Hispanic Identity Attrition and Understandings of Group Political Behavior

Sat, September 7, 4:00 to 5:30pm, Marriott Philadelphia Downtown, Franklin 5

Abstract

Racial group differences in social outcomes attract substantial attention. However, our understanding of these differences is complicated by racial fluidity and the endogeneity of group identities to outcomes that they seek to explain. This is especially true of groups with greater identity flexibility, such as Americans with Hispanic backgrounds. Other fields have documented how "attrition" of Hispanic-related identities (e.g., Hispanic heritage individuals not identifying as Hispanic) can change what we know about Hispanics' health and education outcomes relative to those of white Americans. This project applies a similar spirit to the study of political behavior, (1) establishing a demographic portrait of Hispanic identity attritors, (2) analyzing their politics, and (3) exploring how this attrition might affect understandings of group political differences. I identify Hispanic attritors through a unique dataset of Americans with Hispanic ancestry who do not themselves identify as Hispanic, as well as through panel survey data (respondents who identified as Hispanic in an initial wave but did not in a follow-up wave) -- capturing identity attrition in both the long-term and short-term, respectively.

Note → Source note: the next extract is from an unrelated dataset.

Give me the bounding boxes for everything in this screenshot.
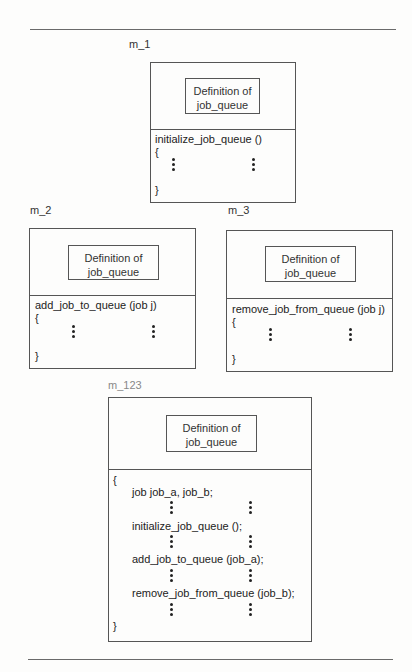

Across both approaches and spanning political outcomes like partisanship, vote choice, turnout, policy views, and more, I find that Hispanic attritors are systematically different from Hispanic identifiers. They differ in both liberal and conservative directions across outcomes, but always in the direction of resembling the politics of white racial identifiers more closely. Moreover, when estimating Hispanic-white political differences, approaches that account for identity attrition attenuate the degree to which Hispanics and whites appear different. For example, the Hispanic-white turnout gap is partially a function of the most politically engaged Hispanics de-identifying as Hispanic over time. These patterns hold when considering alternative definitions of Hispanic identity attrition and also extend to a different but parallel realm: political differences along religious group lines.